Jamaican-born nurse first to receive COVID vaccine in New York
A 52-year-old Jamaican-born nurse was the first person to get the COVID-19 vaccine in New York as the biggest vaccination campaign in US history kicked off Monday with health workers rolling up their sleeves for shots to protect them from the deadly coronavirus.
It was a day of optimism even as the United States’ death toll closed in on 300,000.
“I feel hopeful today. Relieved,” critical care nurse Sandra Lindsay said after getting a shot in the arm at Long Island Jewish Medical Center in New York. “I feel like healing is coming.”
Lindsay was reportedly born and raised in Jamaica before immigrating to the US in 1986 to further her career in nursing.
Nurse Annabelle Jimenez, left, congratulates nurse Sandra Lindsay after she is inoculated with the Pfizer-BioNTech COVID-19 vaccine, Monday, December 14, 2020, at the Jewish Medical Center, in the Queens borough of New York. (AP Photo/Mark Lennihan, Pool)
Her brother, Garfield Lindsay, took to Instagram to express how proud he was of his sister’s feat.
“So proud of my younger sis (for) stepping up at taking the COVID-19 vaccine like a champ. She has witnessed firsthand too many deaths and is leading by example by doing what’s necessary to beat this virus. First in the US, I think, so so proud,” he said.
With a countdown of “3-2-1,” workers at Ohio State University’s Wexner Medical Center gave the first injections to applause.
And in suburban New Orleans, Steven Lee, an intensive care unit pharmacist at Ochsner Medical Center, summed up the moment as he got his own vaccination: “We can finally prevent the disease as opposed to treating it.”
Other hospitals around the country, from Rhode Island to Texas, unloaded precious frozen vials of vaccine made by Pfizer Inc. and its German partner BioNTech, with staggered deliveries set throughout the day and Tuesday. A few other countries have authorized the vaccine, including Britain, which started vaccinating people last week, and Canada, which began doing so on Monday.
For health care workers, who along with nursing home residents will be first in line for vaccination, hope is tempered by grief and the sheer exhaustion of months spent battling a coronavirus that still is surging in the US and around the world.
“This is mile 24 of a marathon. People are fatigued. But we also recognize that this end is in sight,” said Dr Chris Dale of Swedish Health Services in Seattle.
Packed in dry ice to stay at ultra-frozen temperatures, the first of nearly 3 million doses being shipped are a down payment on the amount needed. More of the Pfizer-BioNTech vaccine will arrive each week. And later this week, the FDA will decide whether to green-light the world’s second rigorously studied COVID-19 vaccine, made by Moderna Inc.
While the US hopes for enough of both vaccines together to vaccinate 20 million people by the end of the month, there won’t be enough for the average person to get a shot until spring.
“This is the light at the end of the tunnel. But it’s a long tunnel,” New York Governor Andrew Cuomo said.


__What the task requires__: Look for the word "ylabel" in the entries below, then copy every line that has it.

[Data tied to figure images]
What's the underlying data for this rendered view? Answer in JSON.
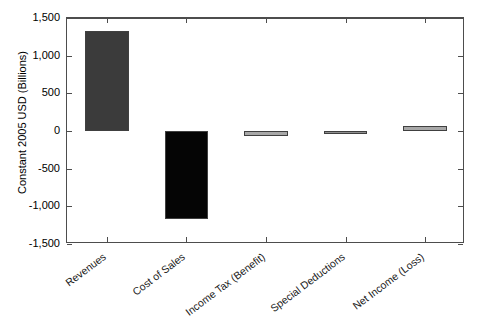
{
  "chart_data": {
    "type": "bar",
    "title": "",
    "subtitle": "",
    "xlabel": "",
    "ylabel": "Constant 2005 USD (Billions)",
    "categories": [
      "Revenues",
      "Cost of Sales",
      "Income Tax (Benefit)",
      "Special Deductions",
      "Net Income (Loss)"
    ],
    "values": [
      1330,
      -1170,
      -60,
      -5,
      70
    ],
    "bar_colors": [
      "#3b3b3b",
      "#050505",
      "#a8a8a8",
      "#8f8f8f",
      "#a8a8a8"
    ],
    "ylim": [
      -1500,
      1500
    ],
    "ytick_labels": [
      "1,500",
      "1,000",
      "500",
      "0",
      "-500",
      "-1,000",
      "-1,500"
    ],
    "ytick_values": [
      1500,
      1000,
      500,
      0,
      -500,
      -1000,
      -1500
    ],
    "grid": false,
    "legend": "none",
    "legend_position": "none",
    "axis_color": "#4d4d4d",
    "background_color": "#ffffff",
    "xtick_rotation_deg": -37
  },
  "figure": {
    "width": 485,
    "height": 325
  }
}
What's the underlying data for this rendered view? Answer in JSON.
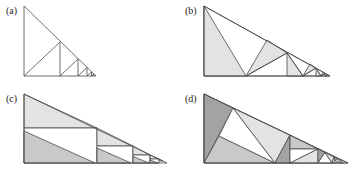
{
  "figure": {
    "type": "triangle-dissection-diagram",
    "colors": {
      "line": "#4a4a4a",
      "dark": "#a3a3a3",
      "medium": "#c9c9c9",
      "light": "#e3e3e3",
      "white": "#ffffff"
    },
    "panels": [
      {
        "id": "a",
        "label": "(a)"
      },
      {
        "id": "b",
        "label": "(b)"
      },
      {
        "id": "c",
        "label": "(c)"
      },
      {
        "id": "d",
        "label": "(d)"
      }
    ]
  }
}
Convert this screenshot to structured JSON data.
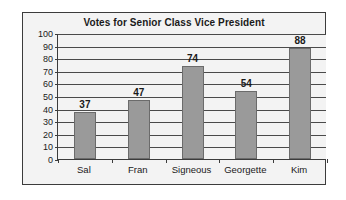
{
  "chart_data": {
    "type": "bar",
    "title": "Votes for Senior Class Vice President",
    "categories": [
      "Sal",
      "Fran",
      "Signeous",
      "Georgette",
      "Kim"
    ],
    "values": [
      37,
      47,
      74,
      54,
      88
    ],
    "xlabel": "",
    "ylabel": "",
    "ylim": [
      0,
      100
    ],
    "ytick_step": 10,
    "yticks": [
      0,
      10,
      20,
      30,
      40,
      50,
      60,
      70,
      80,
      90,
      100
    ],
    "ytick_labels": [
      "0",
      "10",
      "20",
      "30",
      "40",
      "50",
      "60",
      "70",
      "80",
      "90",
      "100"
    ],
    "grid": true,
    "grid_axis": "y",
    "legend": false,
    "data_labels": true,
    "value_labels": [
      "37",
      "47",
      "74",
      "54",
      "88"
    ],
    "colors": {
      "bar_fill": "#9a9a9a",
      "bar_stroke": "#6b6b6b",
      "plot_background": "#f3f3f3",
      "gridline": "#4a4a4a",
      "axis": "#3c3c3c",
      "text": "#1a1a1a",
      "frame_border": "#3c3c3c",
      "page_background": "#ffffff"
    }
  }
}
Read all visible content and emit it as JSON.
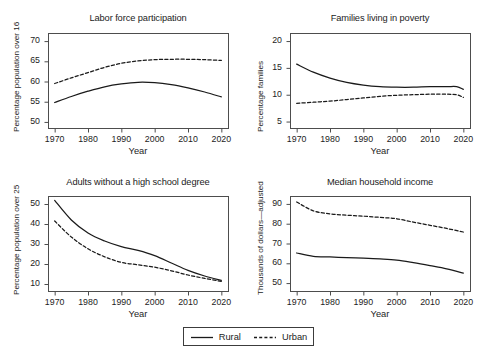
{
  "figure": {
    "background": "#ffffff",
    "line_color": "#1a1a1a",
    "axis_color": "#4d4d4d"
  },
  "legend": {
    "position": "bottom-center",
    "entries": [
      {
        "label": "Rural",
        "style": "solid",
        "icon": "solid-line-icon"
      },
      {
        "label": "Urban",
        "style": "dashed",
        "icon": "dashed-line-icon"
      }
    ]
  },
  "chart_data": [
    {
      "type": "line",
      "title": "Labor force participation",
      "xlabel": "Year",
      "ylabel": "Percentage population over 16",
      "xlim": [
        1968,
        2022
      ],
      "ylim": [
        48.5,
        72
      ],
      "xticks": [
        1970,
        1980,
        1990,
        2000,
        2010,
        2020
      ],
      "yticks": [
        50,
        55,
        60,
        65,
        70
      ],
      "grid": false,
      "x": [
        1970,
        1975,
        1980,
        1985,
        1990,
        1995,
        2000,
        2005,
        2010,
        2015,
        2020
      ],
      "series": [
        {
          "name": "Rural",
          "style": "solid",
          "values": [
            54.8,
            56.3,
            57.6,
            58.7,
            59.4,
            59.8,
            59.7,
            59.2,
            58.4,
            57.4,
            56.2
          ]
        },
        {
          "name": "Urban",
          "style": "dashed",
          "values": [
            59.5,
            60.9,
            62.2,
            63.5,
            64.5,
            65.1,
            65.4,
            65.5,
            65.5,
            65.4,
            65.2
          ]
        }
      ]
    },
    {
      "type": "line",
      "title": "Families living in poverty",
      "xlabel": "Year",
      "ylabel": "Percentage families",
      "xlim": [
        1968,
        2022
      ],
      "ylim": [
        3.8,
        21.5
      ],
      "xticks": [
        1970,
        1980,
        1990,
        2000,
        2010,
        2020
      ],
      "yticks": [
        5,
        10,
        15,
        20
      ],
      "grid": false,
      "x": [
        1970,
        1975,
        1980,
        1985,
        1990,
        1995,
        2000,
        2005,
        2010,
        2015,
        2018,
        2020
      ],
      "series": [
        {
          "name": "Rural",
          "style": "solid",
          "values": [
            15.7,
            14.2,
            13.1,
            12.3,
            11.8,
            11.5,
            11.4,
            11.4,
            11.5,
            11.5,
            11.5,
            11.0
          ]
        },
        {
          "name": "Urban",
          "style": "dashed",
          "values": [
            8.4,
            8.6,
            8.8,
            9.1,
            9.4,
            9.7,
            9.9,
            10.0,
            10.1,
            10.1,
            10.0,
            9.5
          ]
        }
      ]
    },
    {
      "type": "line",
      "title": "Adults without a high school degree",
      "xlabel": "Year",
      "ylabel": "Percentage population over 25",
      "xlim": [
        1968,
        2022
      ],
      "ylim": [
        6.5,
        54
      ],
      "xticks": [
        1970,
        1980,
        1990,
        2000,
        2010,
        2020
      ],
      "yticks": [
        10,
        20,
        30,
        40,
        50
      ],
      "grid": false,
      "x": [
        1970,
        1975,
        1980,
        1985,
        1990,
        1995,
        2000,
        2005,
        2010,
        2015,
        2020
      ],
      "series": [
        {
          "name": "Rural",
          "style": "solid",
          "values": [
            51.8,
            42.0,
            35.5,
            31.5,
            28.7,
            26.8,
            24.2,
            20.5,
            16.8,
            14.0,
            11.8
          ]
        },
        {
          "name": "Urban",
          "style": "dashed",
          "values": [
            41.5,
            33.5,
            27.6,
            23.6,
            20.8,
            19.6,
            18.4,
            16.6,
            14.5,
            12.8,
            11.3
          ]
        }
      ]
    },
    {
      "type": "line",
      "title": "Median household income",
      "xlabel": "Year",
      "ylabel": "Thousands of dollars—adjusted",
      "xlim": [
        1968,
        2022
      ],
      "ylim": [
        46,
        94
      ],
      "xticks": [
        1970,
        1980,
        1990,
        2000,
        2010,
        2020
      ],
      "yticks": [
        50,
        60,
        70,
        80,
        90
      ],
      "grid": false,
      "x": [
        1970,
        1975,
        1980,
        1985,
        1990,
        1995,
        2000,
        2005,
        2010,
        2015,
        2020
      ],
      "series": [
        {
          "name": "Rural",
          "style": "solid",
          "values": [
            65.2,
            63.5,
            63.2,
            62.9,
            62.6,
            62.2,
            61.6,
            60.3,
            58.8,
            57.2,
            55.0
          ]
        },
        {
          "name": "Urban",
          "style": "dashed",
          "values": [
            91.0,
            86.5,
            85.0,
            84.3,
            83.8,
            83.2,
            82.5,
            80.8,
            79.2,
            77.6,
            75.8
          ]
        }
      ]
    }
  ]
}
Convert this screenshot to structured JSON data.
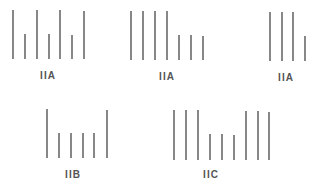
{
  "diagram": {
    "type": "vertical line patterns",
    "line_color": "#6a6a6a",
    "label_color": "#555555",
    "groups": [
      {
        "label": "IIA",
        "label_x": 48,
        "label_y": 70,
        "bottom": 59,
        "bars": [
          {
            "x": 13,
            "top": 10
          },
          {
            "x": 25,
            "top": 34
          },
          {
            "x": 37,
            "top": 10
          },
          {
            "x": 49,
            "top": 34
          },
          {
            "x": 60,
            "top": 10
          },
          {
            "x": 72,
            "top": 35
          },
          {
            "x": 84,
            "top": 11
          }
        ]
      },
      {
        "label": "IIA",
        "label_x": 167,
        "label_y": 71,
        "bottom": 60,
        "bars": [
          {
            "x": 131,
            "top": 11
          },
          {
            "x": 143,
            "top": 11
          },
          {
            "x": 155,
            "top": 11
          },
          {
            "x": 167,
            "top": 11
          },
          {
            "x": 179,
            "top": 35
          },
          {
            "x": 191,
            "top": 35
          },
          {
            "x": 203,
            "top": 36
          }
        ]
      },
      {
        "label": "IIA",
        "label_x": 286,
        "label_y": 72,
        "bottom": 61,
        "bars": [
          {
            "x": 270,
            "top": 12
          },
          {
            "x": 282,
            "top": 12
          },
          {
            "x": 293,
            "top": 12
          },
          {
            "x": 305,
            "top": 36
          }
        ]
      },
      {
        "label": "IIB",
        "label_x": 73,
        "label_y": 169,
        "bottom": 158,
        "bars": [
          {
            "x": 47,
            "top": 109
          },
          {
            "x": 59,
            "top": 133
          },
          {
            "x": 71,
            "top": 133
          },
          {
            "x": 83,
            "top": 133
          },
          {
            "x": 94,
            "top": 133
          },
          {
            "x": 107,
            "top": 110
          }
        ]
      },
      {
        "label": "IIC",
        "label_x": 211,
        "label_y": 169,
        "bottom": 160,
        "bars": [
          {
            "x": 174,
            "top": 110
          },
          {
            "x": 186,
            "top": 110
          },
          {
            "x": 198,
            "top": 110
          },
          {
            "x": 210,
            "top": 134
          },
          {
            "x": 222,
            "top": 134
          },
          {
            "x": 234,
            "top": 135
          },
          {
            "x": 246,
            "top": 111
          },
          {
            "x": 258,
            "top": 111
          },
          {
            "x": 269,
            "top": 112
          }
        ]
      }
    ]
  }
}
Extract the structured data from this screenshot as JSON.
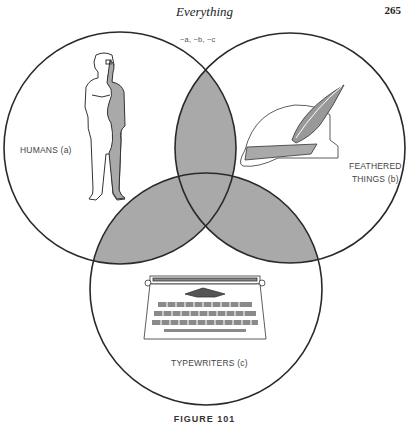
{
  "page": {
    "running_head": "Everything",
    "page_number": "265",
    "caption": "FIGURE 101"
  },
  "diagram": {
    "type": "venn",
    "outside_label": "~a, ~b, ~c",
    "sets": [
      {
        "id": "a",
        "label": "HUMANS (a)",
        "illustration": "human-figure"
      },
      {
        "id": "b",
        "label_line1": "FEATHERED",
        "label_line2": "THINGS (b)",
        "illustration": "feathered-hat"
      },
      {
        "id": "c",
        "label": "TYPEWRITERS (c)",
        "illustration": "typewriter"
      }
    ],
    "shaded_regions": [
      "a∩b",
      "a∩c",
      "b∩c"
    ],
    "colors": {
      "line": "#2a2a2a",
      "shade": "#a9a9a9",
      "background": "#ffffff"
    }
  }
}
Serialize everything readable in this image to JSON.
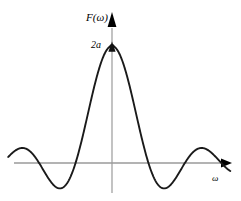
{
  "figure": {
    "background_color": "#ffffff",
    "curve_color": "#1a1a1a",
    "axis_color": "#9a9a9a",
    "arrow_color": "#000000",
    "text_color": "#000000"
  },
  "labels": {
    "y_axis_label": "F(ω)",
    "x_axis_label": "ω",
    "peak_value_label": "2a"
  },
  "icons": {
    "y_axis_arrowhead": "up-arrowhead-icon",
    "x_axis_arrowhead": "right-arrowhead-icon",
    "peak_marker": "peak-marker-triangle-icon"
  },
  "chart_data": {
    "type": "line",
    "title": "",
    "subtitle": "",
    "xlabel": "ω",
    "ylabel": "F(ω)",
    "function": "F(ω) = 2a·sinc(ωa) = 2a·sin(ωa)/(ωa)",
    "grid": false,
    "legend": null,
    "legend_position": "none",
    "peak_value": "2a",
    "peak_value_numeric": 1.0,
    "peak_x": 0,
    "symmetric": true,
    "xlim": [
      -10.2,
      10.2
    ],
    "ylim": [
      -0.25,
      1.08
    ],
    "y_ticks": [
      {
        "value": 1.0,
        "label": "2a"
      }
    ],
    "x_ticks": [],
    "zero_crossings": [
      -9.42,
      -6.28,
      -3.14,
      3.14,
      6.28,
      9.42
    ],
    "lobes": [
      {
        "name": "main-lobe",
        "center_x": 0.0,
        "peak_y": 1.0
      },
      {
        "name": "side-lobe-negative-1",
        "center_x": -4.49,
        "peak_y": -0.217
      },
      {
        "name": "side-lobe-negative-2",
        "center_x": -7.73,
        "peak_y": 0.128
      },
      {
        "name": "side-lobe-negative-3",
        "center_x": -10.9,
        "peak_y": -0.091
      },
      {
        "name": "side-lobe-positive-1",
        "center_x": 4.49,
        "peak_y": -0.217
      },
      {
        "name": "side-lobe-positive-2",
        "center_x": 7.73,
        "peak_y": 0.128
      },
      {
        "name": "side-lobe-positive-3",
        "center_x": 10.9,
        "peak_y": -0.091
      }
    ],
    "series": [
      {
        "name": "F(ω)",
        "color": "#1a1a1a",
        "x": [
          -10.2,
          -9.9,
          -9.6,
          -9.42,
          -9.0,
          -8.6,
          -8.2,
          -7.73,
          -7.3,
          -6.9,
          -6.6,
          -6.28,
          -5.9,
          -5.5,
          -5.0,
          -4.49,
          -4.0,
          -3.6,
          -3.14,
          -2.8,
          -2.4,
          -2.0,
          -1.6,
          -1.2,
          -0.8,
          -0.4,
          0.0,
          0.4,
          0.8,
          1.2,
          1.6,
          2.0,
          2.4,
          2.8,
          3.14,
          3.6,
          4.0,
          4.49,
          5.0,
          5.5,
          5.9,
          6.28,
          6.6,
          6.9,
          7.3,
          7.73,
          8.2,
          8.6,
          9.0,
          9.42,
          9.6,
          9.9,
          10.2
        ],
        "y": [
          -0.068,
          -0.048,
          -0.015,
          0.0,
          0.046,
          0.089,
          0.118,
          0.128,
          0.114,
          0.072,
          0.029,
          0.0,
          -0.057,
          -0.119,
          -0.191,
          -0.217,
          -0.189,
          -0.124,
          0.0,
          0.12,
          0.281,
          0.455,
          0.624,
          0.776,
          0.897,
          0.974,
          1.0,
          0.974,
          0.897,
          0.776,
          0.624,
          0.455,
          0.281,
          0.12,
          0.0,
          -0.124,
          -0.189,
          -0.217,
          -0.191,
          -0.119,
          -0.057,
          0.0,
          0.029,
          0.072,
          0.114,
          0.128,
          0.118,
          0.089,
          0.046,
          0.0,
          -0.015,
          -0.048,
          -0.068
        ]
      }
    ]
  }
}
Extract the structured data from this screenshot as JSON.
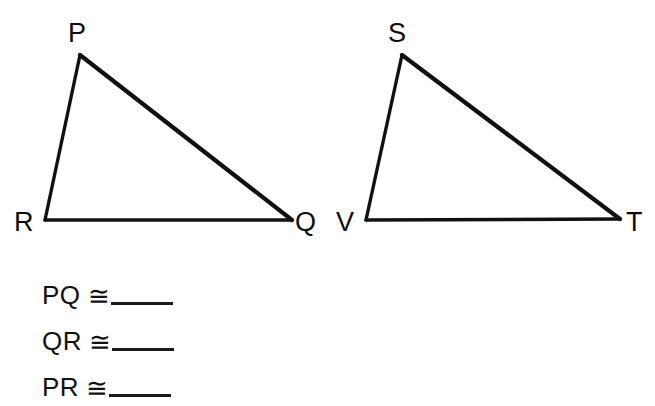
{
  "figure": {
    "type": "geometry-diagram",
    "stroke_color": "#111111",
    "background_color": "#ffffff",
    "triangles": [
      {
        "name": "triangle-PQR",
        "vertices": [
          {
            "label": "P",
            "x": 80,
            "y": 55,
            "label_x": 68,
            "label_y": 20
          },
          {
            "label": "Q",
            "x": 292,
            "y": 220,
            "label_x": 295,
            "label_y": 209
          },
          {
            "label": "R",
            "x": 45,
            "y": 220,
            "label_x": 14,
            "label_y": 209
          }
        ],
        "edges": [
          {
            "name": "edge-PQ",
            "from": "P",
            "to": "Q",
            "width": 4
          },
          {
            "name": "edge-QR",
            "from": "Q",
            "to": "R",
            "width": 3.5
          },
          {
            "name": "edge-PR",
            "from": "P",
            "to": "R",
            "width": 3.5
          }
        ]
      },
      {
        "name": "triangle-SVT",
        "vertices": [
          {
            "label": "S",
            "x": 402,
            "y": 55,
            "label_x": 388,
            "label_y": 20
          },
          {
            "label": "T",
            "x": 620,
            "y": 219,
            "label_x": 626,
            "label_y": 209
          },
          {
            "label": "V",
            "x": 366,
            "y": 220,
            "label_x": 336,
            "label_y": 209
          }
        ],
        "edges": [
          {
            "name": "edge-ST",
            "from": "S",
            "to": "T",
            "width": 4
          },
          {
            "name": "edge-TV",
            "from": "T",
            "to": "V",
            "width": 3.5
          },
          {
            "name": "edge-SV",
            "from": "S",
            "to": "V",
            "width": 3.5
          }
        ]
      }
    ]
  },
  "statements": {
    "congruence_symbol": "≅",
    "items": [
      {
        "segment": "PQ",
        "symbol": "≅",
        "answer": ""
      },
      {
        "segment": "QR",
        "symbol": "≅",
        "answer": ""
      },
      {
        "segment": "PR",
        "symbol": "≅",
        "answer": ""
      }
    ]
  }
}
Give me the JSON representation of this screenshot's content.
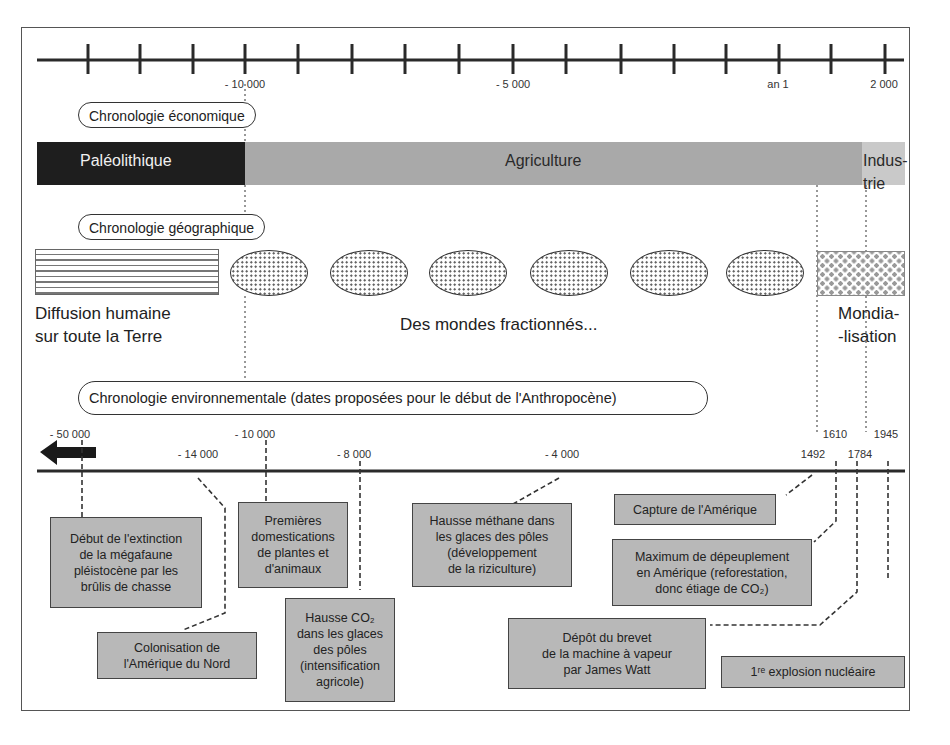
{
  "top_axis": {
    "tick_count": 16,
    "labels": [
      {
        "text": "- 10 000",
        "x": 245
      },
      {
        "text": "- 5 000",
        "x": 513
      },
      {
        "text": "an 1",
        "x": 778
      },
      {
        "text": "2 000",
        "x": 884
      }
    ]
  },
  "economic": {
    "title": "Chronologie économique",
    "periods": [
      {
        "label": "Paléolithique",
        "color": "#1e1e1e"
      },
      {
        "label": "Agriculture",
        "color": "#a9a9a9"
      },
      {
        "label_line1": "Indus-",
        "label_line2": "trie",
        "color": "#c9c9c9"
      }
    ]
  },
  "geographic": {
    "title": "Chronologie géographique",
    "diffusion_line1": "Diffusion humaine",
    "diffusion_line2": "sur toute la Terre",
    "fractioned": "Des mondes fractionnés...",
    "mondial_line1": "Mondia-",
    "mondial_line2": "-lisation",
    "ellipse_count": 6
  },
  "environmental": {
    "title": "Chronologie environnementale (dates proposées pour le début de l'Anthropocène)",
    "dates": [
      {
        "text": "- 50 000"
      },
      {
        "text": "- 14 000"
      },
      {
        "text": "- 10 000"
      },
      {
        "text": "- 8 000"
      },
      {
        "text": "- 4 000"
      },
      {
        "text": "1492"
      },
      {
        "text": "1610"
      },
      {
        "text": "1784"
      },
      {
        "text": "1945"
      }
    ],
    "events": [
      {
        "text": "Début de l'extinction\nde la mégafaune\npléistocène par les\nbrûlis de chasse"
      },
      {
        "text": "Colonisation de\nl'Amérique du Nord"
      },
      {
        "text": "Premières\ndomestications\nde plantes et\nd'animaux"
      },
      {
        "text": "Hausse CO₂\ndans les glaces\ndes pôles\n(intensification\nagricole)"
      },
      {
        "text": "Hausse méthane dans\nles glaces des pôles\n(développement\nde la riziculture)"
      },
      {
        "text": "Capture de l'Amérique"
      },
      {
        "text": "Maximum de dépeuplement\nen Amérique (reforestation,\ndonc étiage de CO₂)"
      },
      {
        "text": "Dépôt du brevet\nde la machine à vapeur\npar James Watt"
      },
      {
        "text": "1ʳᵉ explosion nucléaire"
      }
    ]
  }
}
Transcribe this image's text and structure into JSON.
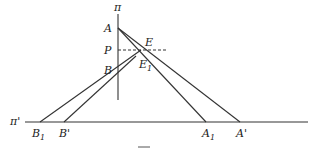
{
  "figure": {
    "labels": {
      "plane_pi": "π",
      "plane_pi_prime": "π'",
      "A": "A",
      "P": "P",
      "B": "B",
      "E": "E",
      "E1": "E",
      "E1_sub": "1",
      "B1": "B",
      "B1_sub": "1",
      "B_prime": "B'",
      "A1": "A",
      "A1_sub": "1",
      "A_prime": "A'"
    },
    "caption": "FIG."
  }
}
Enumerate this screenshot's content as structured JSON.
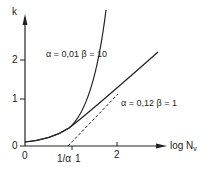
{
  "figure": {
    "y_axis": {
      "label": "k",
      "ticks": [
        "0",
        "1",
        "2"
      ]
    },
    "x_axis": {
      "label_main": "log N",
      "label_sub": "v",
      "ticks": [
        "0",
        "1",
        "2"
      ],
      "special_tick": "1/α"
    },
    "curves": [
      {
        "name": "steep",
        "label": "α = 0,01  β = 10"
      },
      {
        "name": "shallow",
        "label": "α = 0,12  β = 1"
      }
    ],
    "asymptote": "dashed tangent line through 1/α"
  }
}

__Output for this exercise__:
    "ylabel": "Constant 2005 USD (Billions)",
    "ylabel": "",
      "ylabel": "Percentage population over 16",
      "ylabel": "Percentage families",
      "ylabel": "Percentage population over 25",
      "ylabel": "Thousands of dollars—adjusted",
    "ylabel": "F(ω)",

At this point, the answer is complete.